An increase of jellyfish in the Northeast Atlantic

Cnidarian jellyfish form part of the gelatinous plankton that can vary in shape and size from a few millimetres to a few metres. Jellyfish that have stinging cells on their tentacles are toxic to varying degrees. When they are found in very large numbers (called blooms), jellyfish can be detrimental to the aquaculture industry by harming farmed fish, and to tourism by curtailing bathing activities.

SAHFOS have reported a recent increase in the occurrence of North Atlantic cnidarian jellyfish and shown how climate change could explain this increase. The study based on plankton samples collected by the Continuous Plankton Recorder (CPR) in the Northeast Atlantic found that blooms of jellyfish off the Northwest European shelf, now unusually persistent during winter months, were dominated by a warm-water jellyfish called Pelagia noctiluca. Outbreaks of this species correspond with a northward spread of warm water, from mid-temperate latitudes into the Northeast Atlantic, which is under the influence of climate oscillations. SAHFOS' researchers suggest that P. noctiluca may be exploiting the recent increase in sea temperatures to reproduce more rapidly and successfully survive over the winter period.

Predictions of global climate change suggest that the North Atlantic will continue to warm so we may see more frequent blooms of P. noctiluca, along with other warm water plankton species in coastal seas where food resources are more abundant. Such predictions present a worrying ecological scenario for fish survival as jellyfish are important predators of juvenile fish. Future changes in the abundance of P. noctiluca, which is a highly venomous species, may therefore have both ecological and socio-economic consequences for different European countries.

Read more: Licandro, P., Conway, D. V. P., Daly Yahia, M. N., Fernandez de Puelles, M. L., Gasparini, S., Hecq, J. H. , Tranter, P. and Kirby, R. R., 2010. A blooming jellyfish in the northeast Atlantic and Mediterranean. Biology Letters, 6(5): 688-691.

Contact at SAHFOS : Priscilla Licandro

Jellies

(left) Average monthly frequency of cnidarian jellyfish in CPR samples from (a) North Sea and (b) Northeast Atlantic from 1958-2007 and (right) the jellyfish Pelagia noctiluca.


*Work instruction:*
Search the records for the word "Economically" and pick out every line that has it.

*The input:*
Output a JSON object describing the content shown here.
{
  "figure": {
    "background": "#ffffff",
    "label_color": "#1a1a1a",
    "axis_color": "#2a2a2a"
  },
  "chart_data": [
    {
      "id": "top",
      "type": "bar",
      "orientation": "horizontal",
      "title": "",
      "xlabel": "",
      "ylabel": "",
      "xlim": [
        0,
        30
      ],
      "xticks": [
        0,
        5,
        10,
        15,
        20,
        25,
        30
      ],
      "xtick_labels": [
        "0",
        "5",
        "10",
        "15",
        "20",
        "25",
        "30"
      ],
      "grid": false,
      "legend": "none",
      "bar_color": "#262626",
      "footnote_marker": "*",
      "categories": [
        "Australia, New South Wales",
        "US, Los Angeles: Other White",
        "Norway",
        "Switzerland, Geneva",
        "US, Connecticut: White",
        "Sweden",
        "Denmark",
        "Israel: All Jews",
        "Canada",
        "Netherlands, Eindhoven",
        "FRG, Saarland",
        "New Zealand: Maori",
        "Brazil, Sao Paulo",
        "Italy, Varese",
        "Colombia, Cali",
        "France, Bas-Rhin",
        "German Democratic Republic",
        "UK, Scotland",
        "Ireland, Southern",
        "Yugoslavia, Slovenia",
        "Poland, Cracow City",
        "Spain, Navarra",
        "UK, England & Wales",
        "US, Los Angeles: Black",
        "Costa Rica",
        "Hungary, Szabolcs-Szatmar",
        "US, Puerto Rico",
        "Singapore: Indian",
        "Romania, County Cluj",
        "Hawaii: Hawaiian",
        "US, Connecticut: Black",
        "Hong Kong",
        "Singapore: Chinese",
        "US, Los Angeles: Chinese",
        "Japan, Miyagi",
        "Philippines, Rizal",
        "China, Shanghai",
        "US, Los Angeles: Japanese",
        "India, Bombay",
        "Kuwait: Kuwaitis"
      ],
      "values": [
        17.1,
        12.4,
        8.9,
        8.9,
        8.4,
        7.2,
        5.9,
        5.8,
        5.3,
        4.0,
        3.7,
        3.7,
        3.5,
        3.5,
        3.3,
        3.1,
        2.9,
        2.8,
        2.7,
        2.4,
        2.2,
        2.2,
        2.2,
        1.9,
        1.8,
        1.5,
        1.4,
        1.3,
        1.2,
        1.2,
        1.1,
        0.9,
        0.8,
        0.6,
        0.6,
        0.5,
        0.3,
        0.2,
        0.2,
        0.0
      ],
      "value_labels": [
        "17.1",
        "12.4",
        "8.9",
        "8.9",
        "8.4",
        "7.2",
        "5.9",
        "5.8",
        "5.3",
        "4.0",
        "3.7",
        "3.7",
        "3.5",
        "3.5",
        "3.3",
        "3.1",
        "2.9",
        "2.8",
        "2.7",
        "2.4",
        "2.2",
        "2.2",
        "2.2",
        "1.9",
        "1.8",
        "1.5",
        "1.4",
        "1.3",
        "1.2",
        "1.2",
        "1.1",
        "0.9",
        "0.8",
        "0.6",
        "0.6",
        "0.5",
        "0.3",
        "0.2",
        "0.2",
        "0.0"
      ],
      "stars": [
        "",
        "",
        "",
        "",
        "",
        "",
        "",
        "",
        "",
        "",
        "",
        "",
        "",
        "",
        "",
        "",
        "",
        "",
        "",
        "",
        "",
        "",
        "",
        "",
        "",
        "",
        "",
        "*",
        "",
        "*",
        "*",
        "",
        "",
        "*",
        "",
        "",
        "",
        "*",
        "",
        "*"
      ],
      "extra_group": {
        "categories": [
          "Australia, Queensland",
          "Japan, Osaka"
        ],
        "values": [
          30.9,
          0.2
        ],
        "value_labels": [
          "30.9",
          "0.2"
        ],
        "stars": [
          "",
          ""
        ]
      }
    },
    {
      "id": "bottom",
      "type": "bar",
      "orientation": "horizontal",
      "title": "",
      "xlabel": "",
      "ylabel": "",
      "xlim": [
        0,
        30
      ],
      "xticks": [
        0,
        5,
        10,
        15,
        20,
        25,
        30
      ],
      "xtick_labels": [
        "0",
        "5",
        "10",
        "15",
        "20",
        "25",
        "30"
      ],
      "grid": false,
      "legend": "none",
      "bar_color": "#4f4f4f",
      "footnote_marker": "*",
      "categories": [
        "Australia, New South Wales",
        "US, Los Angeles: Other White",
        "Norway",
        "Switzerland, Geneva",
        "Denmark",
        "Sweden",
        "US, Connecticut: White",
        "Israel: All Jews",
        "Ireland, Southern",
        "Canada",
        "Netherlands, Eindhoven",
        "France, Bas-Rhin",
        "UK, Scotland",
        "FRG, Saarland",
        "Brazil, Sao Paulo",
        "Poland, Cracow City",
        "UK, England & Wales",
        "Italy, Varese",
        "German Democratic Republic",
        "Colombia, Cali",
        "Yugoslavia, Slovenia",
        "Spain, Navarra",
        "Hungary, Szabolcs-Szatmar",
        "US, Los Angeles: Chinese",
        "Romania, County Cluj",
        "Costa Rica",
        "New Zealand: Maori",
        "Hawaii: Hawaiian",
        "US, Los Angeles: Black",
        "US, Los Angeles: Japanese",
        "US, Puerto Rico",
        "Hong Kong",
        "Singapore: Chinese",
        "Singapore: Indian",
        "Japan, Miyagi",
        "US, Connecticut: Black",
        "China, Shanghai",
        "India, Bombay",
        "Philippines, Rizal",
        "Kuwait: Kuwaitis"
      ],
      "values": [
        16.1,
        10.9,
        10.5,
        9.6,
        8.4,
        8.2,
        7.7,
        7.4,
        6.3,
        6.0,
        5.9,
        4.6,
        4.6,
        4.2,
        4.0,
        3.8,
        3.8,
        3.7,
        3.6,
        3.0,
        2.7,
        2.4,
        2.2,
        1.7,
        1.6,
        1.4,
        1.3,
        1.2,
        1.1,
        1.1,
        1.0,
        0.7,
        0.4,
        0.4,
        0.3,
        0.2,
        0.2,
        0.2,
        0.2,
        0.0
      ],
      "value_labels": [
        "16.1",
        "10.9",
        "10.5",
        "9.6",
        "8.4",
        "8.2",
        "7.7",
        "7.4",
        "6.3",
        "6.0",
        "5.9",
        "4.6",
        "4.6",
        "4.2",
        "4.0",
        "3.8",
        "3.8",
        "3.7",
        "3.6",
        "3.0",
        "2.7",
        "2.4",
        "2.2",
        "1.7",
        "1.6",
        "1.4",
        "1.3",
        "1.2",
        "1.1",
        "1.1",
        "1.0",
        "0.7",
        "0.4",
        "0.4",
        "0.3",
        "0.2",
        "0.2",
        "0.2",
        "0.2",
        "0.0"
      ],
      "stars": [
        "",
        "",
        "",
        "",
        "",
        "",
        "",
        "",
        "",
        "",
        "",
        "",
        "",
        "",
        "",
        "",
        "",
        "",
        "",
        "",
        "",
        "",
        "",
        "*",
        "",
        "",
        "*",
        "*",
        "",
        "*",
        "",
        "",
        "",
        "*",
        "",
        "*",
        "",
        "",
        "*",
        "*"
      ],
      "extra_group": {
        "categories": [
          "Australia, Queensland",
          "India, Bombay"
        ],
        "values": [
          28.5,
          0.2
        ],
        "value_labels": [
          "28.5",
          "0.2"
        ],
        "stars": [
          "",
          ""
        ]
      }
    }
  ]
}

* * *

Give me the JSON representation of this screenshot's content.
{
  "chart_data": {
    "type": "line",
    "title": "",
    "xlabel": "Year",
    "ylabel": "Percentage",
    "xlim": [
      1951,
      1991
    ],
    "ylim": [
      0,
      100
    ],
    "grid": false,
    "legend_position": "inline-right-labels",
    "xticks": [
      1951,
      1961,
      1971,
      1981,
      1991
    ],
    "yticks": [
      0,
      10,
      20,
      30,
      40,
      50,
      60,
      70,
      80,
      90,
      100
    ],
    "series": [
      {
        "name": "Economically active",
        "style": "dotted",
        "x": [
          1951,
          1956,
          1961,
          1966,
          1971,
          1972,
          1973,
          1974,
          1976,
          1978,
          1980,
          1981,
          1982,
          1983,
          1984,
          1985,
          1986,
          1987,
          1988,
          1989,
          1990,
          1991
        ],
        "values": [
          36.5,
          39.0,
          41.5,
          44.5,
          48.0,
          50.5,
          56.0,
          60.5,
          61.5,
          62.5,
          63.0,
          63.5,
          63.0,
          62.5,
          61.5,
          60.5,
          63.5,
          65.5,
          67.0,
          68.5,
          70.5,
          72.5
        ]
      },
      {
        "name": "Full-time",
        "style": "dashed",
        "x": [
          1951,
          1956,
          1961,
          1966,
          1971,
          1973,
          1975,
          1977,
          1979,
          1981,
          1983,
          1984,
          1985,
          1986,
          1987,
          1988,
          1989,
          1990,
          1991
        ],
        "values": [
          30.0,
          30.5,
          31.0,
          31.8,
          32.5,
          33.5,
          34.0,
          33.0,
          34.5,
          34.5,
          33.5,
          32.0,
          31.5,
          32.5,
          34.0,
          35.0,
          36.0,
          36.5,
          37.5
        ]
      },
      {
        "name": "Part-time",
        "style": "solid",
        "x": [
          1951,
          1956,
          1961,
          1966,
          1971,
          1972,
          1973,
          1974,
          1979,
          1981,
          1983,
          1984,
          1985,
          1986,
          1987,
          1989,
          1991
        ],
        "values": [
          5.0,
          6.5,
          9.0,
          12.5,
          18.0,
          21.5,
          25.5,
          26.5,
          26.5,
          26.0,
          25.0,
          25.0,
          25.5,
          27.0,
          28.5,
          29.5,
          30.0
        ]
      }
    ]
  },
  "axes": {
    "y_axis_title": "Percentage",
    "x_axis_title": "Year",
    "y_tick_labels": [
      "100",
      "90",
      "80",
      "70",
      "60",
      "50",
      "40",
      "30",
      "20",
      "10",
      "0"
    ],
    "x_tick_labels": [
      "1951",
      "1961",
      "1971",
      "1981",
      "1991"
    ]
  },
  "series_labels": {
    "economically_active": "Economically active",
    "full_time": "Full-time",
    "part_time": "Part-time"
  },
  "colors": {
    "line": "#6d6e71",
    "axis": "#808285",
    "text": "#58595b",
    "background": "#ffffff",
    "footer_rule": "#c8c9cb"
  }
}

* * *

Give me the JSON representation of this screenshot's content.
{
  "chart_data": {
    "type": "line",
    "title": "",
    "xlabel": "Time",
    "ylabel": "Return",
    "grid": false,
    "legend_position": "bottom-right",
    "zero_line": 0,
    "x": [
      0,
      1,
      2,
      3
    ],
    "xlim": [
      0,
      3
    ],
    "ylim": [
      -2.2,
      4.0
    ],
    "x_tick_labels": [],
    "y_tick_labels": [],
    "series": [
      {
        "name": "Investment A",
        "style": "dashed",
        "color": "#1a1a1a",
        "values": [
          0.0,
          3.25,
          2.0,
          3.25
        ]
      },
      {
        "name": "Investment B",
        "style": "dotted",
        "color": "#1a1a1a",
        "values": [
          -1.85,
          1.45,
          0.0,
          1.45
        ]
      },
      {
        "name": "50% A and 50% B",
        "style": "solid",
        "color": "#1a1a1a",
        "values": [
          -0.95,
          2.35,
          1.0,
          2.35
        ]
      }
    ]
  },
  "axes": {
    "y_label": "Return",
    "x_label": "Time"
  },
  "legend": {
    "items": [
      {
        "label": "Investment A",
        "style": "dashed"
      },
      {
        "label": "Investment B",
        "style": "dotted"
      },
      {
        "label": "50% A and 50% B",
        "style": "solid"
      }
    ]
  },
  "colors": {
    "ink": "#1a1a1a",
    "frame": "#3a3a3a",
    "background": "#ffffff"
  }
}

*Exercise result:*
        "name": "Economically active",
    "economically_active": "Economically active",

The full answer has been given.